Treasury officials, analysts and bankers bet that the CBK will lower the central bank rate by a margin bigger than the 25 basis points in August to 12.75 percent.
The expectation may itself put pressure on commercial banks to lower lending rates at a time when households and firms are plagued with costly loans.
The Kenya Bankers Association (KBA) called for a ‘decisive’ cut to preserve economic growth and rekindle the demand for credit.
Inflation fell to 3.6 percent in September from 4.4 percent a month earlier on easing food, energy and transport expenses, Kenya National Bureau of Statistics (KNBS) said.
This is the lowest cost of living measure since December 2012 and keeps inflation within the government targets of between 2.5 percent and 7.5 percent in the medium term.
“In the view of these developments, and a well anchored inflationary pressure, there is scope to effect a decisive policy rate cut to protect and support stronger economic growth through a recovery in private sector credit growth,” the banking sector lobby said in a research note on Thursday.
Previously, KBA acting chief executive officer Raimond Molonje said a 0.5 percent cut in the benchmark would trigger commercial banks to cut lending rates.
The central bank is due to announce its next interest rate decision tomorrow (Tuesday).
It lowered its benchmark lending rate by 25 basis points in August to 12.75 percent, saying there was scope to ease policy gradually as inflation had fallen below the midpoint of its target range.
Treasury Cabinet Secretary John Mbadi said the CBK should start lowering its lending rate in the wake of the fall in the cost of living measure.
“We think now that the central bank should start lowering the interest rate so that we encourage the private sector to take up more loans and create job opportunities,” he told MPs on Wednesday.
BMI Research- a subsidiary of Fitch Group expects at least two 50-basis points cuts to the CBK benchmark lending rate by the close of 2024 as inflation remains firmly within the target range.
“At the CBK’s next meeting, scheduled for early October, we expect that policymakers will push on with monetary easing and cut by a further 50 basis points (0.5 percent) to 12.25 percent. We expect that the CBK will continue to ease monetary policy at its final meeting of 2024 cutting by 50 basis points to 11.75 percent and will then continue to cut throughout 2025,” BMI said in a research note.
A drop is expected to trigger a fall in cost of loans for households and firms who have struggled to service costly credit since CBK started raising rates in June 2022 amid global economic shocks that saw inflation rise to multi-year highs.
Cutting the key lending rate is expected to lower the cost of borrowing as commercial lenders use the rate as a base on which they load their margins and risk profile of individuals when pricing loans.
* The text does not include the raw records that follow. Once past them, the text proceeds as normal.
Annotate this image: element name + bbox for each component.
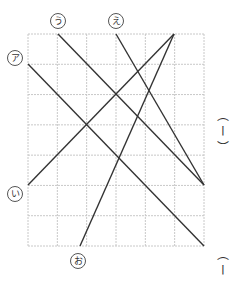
line-grid-diagram: ア う え い お ︵ ー ︶ ︵ ー (0, 0, 230, 288)
line-u (58, 34, 204, 185)
label-o: お (70, 253, 86, 269)
label-u: う (50, 13, 66, 29)
label-a: ア (7, 50, 23, 66)
line-e (116, 34, 204, 185)
label-i: い (7, 186, 23, 202)
answer-bracket-top: ︵ ー ︶ (216, 96, 230, 166)
label-e: え (108, 13, 124, 29)
answer-bracket-bottom: ︵ ー (216, 236, 230, 288)
line-i (28, 34, 174, 185)
grid-svg (0, 0, 230, 288)
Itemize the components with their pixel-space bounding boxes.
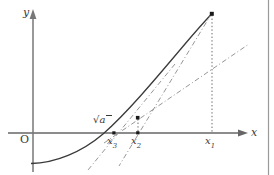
origin-label: O <box>20 134 29 145</box>
x-axis-label: x <box>251 127 257 138</box>
radicand: a <box>99 114 105 125</box>
y-axis <box>30 9 37 172</box>
x1-base: x <box>205 135 211 146</box>
point-marker-x1-curve <box>210 12 214 16</box>
x3-tick-label: x3 <box>107 136 117 149</box>
y-axis-label: y <box>23 7 29 18</box>
parabola-curve <box>31 14 212 164</box>
sqrt-a-label: √a <box>93 114 105 125</box>
x1-tick-label: x1 <box>205 136 215 149</box>
point-marker-x2-axis <box>136 131 139 134</box>
point-marker-x2-curve <box>136 116 140 120</box>
x2-base: x <box>131 135 137 146</box>
radicand-wrap: a <box>99 114 105 125</box>
x1-subscript: 1 <box>211 142 215 150</box>
x3-subscript: 3 <box>113 142 117 150</box>
radical-bar <box>106 115 112 116</box>
x2-tick-label: x2 <box>131 136 141 149</box>
newton-method-figure: y x O √a x1 x2 x3 <box>0 0 274 175</box>
tangent-line-at-x3 <box>104 44 249 143</box>
x2-subscript: 2 <box>137 142 141 150</box>
x3-base: x <box>107 135 113 146</box>
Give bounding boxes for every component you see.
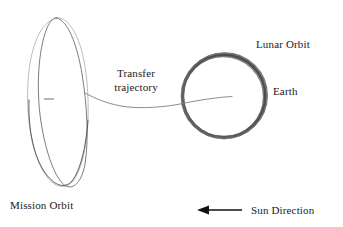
- transfer-trajectory-label-line1: Transfer: [117, 67, 155, 79]
- mission-orbit-label: Mission Orbit: [10, 199, 73, 212]
- mission-orbit-outer-ellipse-icon: [28, 18, 89, 187]
- lunar-orbit-label: Lunar Orbit: [256, 38, 310, 51]
- transfer-trajectory-label-line2: trajectory: [104, 80, 168, 94]
- mission-orbit-lower-arc-icon: [29, 100, 88, 185]
- orbital-transfer-diagram: Lunar Orbit Earth Transfertrajectory Mis…: [0, 0, 343, 227]
- lunar-orbit-group: [181, 53, 267, 139]
- sun-direction-label: Sun Direction: [251, 204, 314, 217]
- earth-label: Earth: [273, 85, 298, 98]
- diagram-canvas: [0, 0, 343, 227]
- sun-direction-arrow-head-icon: [197, 206, 209, 215]
- transfer-trajectory-icon: [85, 93, 232, 108]
- mission-orbit-group: [28, 18, 89, 187]
- sun-direction-arrow: [197, 206, 242, 215]
- lunar-orbit-ring-highlight-icon: [181, 53, 267, 139]
- transfer-trajectory-label: Transfertrajectory: [104, 66, 168, 94]
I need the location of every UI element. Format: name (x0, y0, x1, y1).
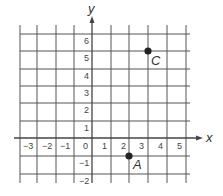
y-tick-label: −1 (79, 159, 89, 168)
x-tick-label: 2 (121, 142, 126, 151)
y-tick-label: 4 (84, 72, 89, 81)
y-axis-label: y (88, 2, 95, 15)
y-tick-label: 1 (84, 124, 89, 133)
grid-lines (20, 25, 190, 183)
y-tick-label: 5 (84, 54, 89, 63)
x-tick-label: −2 (42, 142, 52, 151)
x-tick-label: 0 (83, 142, 88, 151)
y-axis-arrow-icon (90, 16, 95, 23)
point-c-label: C (151, 54, 160, 67)
axes (14, 16, 203, 183)
y-tick-label: 3 (84, 89, 89, 98)
x-tick-label: 1 (102, 142, 107, 151)
x-tick-label: 4 (158, 142, 163, 151)
point-a-label: A (133, 158, 142, 171)
x-axis-label: x (206, 131, 213, 144)
x-axis-arrow-icon (196, 136, 203, 141)
y-tick-label: 2 (84, 106, 89, 115)
x-tick-label: −1 (60, 142, 70, 151)
x-tick-label: 5 (177, 142, 182, 151)
y-tick-label: −2 (79, 177, 89, 186)
x-tick-label: −3 (23, 142, 33, 151)
x-tick-label: 3 (139, 142, 144, 151)
point-a-marker (125, 152, 132, 159)
y-tick-label: 6 (84, 37, 89, 46)
coordinate-grid (0, 0, 223, 196)
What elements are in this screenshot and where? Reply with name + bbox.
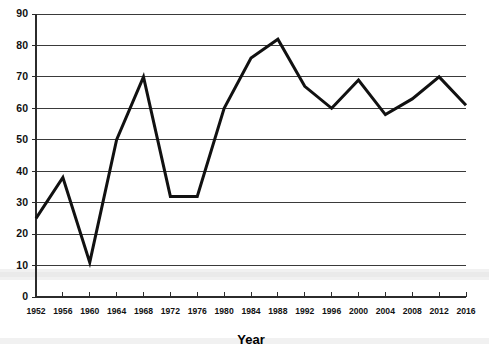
y-tick-label: 90	[16, 7, 28, 19]
x-tick-label: 2012	[430, 306, 449, 316]
x-tick-label: 2004	[376, 306, 395, 316]
data-series-line	[36, 39, 466, 262]
x-tick-label: 2000	[349, 306, 368, 316]
x-tick-label: 1964	[107, 306, 126, 316]
x-tick-group: 1952195619601964196819721976198019841988…	[26, 292, 475, 316]
scan-artifact-band-light	[0, 269, 489, 272]
y-tick-label: 20	[16, 227, 28, 239]
y-tick-label: 80	[16, 39, 28, 51]
y-tick-label: 40	[16, 165, 28, 177]
y-tick-label: 10	[16, 259, 28, 271]
x-tick-label: 1972	[161, 306, 180, 316]
line-chart: 0102030405060708090 19521956196019641968…	[0, 0, 489, 351]
x-tick-label: 1952	[26, 306, 45, 316]
gridlines-group	[36, 14, 466, 266]
y-tick-label: 30	[16, 196, 28, 208]
x-tick-label: 1956	[53, 306, 72, 316]
scan-artifact-band-light-2	[0, 277, 489, 280]
x-tick-label: 1960	[80, 306, 99, 316]
y-tick-group: 0102030405060708090	[16, 7, 36, 302]
x-tick-label: 1976	[188, 306, 207, 316]
x-tick-label: 1980	[215, 306, 234, 316]
y-tick-label: 0	[22, 290, 28, 302]
x-tick-label: 1996	[322, 306, 341, 316]
x-axis-title: Year	[237, 332, 264, 347]
y-tick-label: 70	[16, 70, 28, 82]
x-tick-label: 1988	[268, 306, 287, 316]
scan-artifact-band	[0, 272, 489, 277]
x-tick-label: 1968	[134, 306, 153, 316]
x-tick-label: 1992	[295, 306, 314, 316]
chart-canvas: 0102030405060708090 19521956196019641968…	[0, 0, 489, 351]
y-tick-label: 50	[16, 133, 28, 145]
x-tick-label: 1984	[241, 306, 260, 316]
x-tick-label: 2008	[403, 306, 422, 316]
y-tick-label: 60	[16, 102, 28, 114]
x-tick-label: 2016	[456, 306, 475, 316]
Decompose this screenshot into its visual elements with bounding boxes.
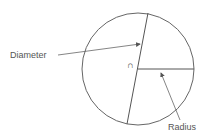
radius-label: Radius [168,123,196,132]
radius-pointer-arrow [161,73,180,120]
circle-diagram [0,0,209,138]
diameter-label: Diameter [10,51,47,60]
center-point-symbol: ∩ [127,61,133,70]
diameter-pointer-arrow [58,44,140,55]
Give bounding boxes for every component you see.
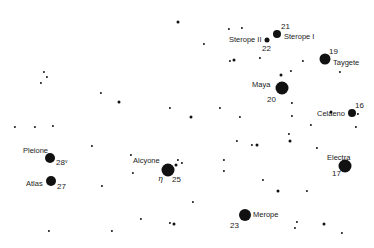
field-star	[290, 70, 292, 72]
field-star	[140, 218, 142, 220]
field-star	[34, 126, 36, 128]
field-star	[100, 92, 102, 94]
field-star	[302, 60, 304, 62]
number-celaeno: 16	[355, 102, 364, 110]
field-star	[289, 140, 292, 143]
label-sterope-2: Sterope II	[229, 36, 262, 44]
number-sterope-1: 21	[281, 23, 290, 31]
field-star	[111, 230, 113, 232]
field-star	[259, 57, 261, 59]
field-star	[294, 227, 296, 229]
field-star	[236, 140, 238, 142]
label-maya: Maya	[252, 81, 270, 89]
label-merope: Merope	[253, 211, 278, 219]
field-star	[239, 116, 241, 118]
field-star	[52, 125, 54, 127]
field-star	[339, 71, 341, 73]
field-star	[288, 133, 290, 135]
field-star	[233, 59, 236, 62]
field-star	[280, 74, 283, 77]
field-star	[177, 159, 179, 161]
field-star	[175, 164, 178, 167]
field-star	[355, 126, 357, 128]
field-star	[14, 126, 16, 128]
star-chart: Sterope II 22 21 Sterope I 19 Taygete Ma…	[0, 0, 374, 248]
field-star	[341, 232, 343, 234]
star-sterope-2	[265, 38, 270, 43]
star-merope	[239, 209, 251, 221]
label-alcyone: Alcyone	[133, 157, 160, 165]
field-star	[190, 116, 193, 119]
field-star	[291, 102, 293, 104]
field-star	[181, 162, 183, 164]
field-star	[251, 144, 253, 146]
label-taygete: Taygete	[333, 59, 359, 67]
field-star	[310, 124, 312, 126]
field-star	[241, 27, 243, 29]
field-star	[219, 107, 221, 109]
field-star	[306, 190, 308, 192]
field-star	[169, 222, 171, 224]
number-merope: 23	[230, 222, 239, 230]
variable-marker: v	[65, 158, 68, 164]
field-star	[173, 223, 176, 226]
star-sterope-1	[273, 30, 281, 38]
field-star	[277, 190, 280, 193]
field-star	[43, 71, 45, 73]
label-electra: Electra	[327, 154, 350, 162]
field-star	[169, 107, 171, 109]
field-star	[203, 43, 205, 45]
number-atlas: 27	[57, 183, 66, 191]
number-taygete: 19	[329, 48, 338, 56]
field-star	[323, 223, 326, 226]
field-star	[316, 147, 318, 149]
field-star	[91, 145, 93, 147]
field-star	[330, 111, 333, 114]
number-electra: 17	[332, 170, 341, 178]
field-star	[229, 60, 231, 62]
field-star	[223, 170, 225, 172]
field-star	[192, 201, 194, 203]
field-star	[40, 82, 42, 84]
field-star	[46, 76, 48, 78]
number-alcyone: 25	[172, 176, 181, 184]
field-star	[101, 185, 103, 187]
number-sterope-2: 22	[262, 45, 271, 53]
field-star	[291, 115, 293, 117]
label-pleione: Pleione	[23, 147, 48, 155]
star-atlas	[46, 176, 56, 186]
pleione-number-text: 28	[56, 158, 65, 167]
field-star	[132, 172, 134, 174]
star-celaeno	[348, 109, 356, 117]
greek-eta-alcyone: η	[158, 175, 163, 183]
field-star	[262, 179, 264, 181]
field-star	[223, 159, 225, 161]
field-star	[228, 28, 230, 30]
field-star	[118, 101, 121, 104]
star-maya	[276, 82, 289, 95]
field-star	[357, 113, 359, 115]
number-pleione: 28v	[56, 159, 67, 167]
field-star	[296, 221, 298, 223]
label-sterope-1: Sterope I	[284, 33, 314, 41]
field-star	[256, 144, 259, 147]
field-star	[48, 230, 50, 232]
field-star	[130, 154, 132, 156]
number-maya: 20	[267, 96, 276, 104]
label-atlas: Atlas	[26, 180, 43, 188]
field-star	[177, 21, 180, 24]
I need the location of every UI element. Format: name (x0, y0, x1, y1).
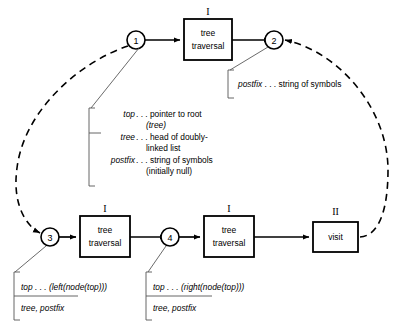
annotation-postfix-top-var: postfix (237, 79, 263, 89)
annotation-postfix-top-rest: . . . string of symbols (262, 79, 341, 89)
annotation-center-text-4: linked list (146, 143, 181, 153)
box-line1: visit (328, 232, 343, 242)
bracket-postfix-top (228, 70, 234, 98)
annotation-left-bottom-line2: tree, postfix (21, 303, 65, 313)
box-line1: tree (98, 225, 113, 235)
box-line1: tree (201, 28, 216, 38)
annotation-center-text-5: . . . string of symbols (136, 155, 213, 165)
annotation-center-text-2: (tree) (146, 120, 166, 130)
leader-line-center-block (91, 48, 139, 108)
box-line1: tree (222, 225, 237, 235)
box-roman-label: I (227, 203, 230, 214)
box-roman-label: II (332, 206, 339, 217)
diagram-svg: I tree traversal I tree traversal I tree… (0, 0, 400, 330)
annotation-right-bottom-line1: top . . . (right(node(top))) (153, 282, 244, 292)
box-line2: traversal (192, 41, 225, 51)
edge-node1-to-node3-dashed (16, 46, 128, 233)
annotation-right-bottom-line2: tree, postfix (153, 303, 197, 313)
bracket-center-block (89, 108, 95, 186)
annotation-center-var-1: top (123, 109, 135, 119)
node-label: 2 (271, 36, 276, 46)
box-tree-traversal-2[interactable]: I tree traversal (80, 203, 130, 257)
node-circle-2[interactable]: 2 (265, 31, 283, 49)
node-circle-4[interactable]: 4 (161, 228, 179, 246)
annotation-center-var-2: tree (121, 132, 136, 142)
box-tree-traversal-3[interactable]: I tree traversal (204, 203, 254, 257)
node-label: 1 (133, 36, 138, 46)
box-tree-traversal-1[interactable]: I tree traversal (184, 6, 232, 60)
leader-line-postfix-top (230, 47, 268, 70)
leader-line-right-bottom (148, 246, 166, 272)
annotation-center-text-3: . . . head of doubly- (136, 132, 208, 142)
annotation-center-text-1: . . . pointer to root (136, 109, 202, 119)
annotation-left-bottom-line1: top . . . (left(node(top))) (21, 282, 107, 292)
leader-line-left-bottom (15, 246, 46, 272)
diagram-canvas: I tree traversal I tree traversal I tree… (0, 0, 400, 330)
annotation-postfix-top: postfix . . . string of symbols (237, 79, 341, 89)
node-label: 4 (167, 233, 172, 243)
node-label: 3 (47, 233, 52, 243)
annotation-center-text-6: (initially null) (146, 166, 192, 176)
box-roman-label: I (206, 6, 209, 17)
box-roman-label: I (103, 203, 106, 214)
box-line2: traversal (89, 238, 122, 248)
annotation-center-var-3: postfix (110, 155, 136, 165)
node-circle-1[interactable]: 1 (127, 31, 145, 49)
box-line2: traversal (213, 238, 246, 248)
box-visit[interactable]: II visit (313, 206, 358, 252)
node-circle-3[interactable]: 3 (41, 228, 59, 246)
Inflationary and exchange rate pressures forced the CBK to raise the benchmark lending rate to a high of 13 percent in February, partly to encourage foreign inflows into the economy.
Global central banks are also cutting interest rates as inflation falls across many markets offering CBK a window to also cut local rates.
Last month the US Federal Reserve cut its benchmark rate by 0.5 percent and hinted at further cuts following weakness in the labour market and easing inflation.